Feature photo credit: Medium.

In the 2020 Election, It’s Not the Economy, Stupid, But Maybe It Should Be

James Carville, the colorful Democratic political strategist who helped mastermind Bill Clinton’s 1992 win, famously said, “It’s the economy, stupid!”

The notion that American presidents are reelected or thrown out of office based on the nation’s economic performance has since become conventional wisdom. Yet, that maxim doesn’t seem to apply this year because of all the political drama, Sturm und Drang, that surrounds President Trump.

Impeachment is the latest drama, but there have been many others—Charlottesville, the Mueller investigation, the crisis at the border, the Kavanaugh Supreme Court nomination, the government shutdown, Khashoggi, Syria, Ukrainian aid, et al.

Some of these crises, like the Kavanaugh Supreme Court nomination, are beyond Trump’s control and must be laid squarely at the feet of his political opponents, who are determined to stop the GOP’s policy agenda, either by hook or by crook.

To the diehard partisans of the left, it doesn’t matter who is president. They would fight to the political death against any Republican President, be he Trump, Bush, Romney, or Mother Theresa.

But it’s also true that Trump has been his own worst enemy; and that his utterly undisciplined, shoot-from-the-hip nature has seriously exacerbated his political problems and created crises that need not have occurred.

Charlottesville, for instance, was a completely self-inflicted wound that could have been avoided entirely had Trump simply chosen his words more carefully and been more disciplined when responding to reporters’ questions.

This is why, despite relative peace and prosperity, Trump has been unable to achieve a 50-percent job-approval rating.

So it was good to see the president use his State of the Union Address to deliver a clear, coherent, and compelling message of American renewal led by a strong and resilient U.S. economy that is very much the envy of the world.

Trump called it “the great American comeback… The years of economic decay,” he declared, are over.

From the instant I took office, I moved rapidly to revive the U.S. economy—slashing a record number of job-killing regulations, enacting historic and record-setting tax cuts, and fighting for fair and reciprocal trade agreements.

Our agenda is relentlessly pro-worker, pro-family, pro-growth, and, most of all, pro-American…

Since my election, we have created seven million new jobs—five million more than government experts projected during the previous administration. The unemployment rate is the lowest in over half a century…

The unemployment rate for African-Americans, Hispanic Americans and Asian-Americans has reached the lowest levels in history… The unemployment rate for women reached the lowest level in almost 70 years…

Real median household income is now at the highest level ever recorded…

U.S. stock markets have soared 70 percent, adding more than $12 trillion to our nation’s wealth, transcending anything anyone believed was possible. This is a record. It is something that every country in the world looks up to and admires.

Consumer confidence has reached new highs.
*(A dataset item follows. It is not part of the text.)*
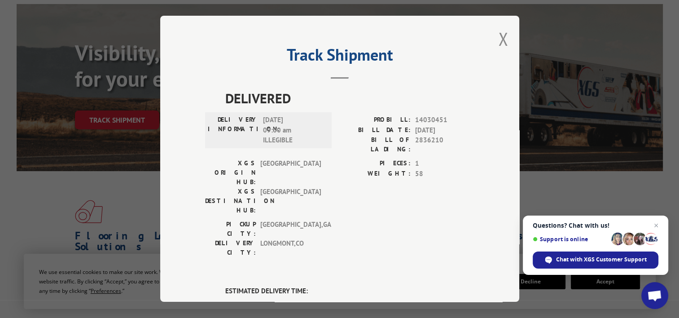 Image resolution: width=679 pixels, height=318 pixels. I want to click on span: 1, so click(445, 163).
Millions of Americans with 401(k)s and pensions are doing far better than they have ever done before, with increases of 60, 70, 80, 90 and 100 percent…

Critics will carp that Trump inherited a growing economy, and this is in part true. But it’s also true that wages were stagnant and the economy was slowing. Trump has reversed that, and the U.S. economy has performed far better than the critics predicted when Trump took office.

Indeed, three years ago we were warned that the sky would fall. Today, by contrast, it seems as if the sky’s the limit. 

“In just three short years,” Trump boasted, “we have shattered the mentality of American decline. We have rejected the downsizing of America’s destiny… and we are never, ever going back.”

The 2020 election doesn’t seem to be about the economy, but maybe it should be. America could be doing a lot worse than it is now, and the choice in policy direction—more or less government, higher or lower taxes, a bigger or smaller private sector—could not be more stark, and certainly not more economically consequential.

Feature photo credit: Getty Images via the New York Post.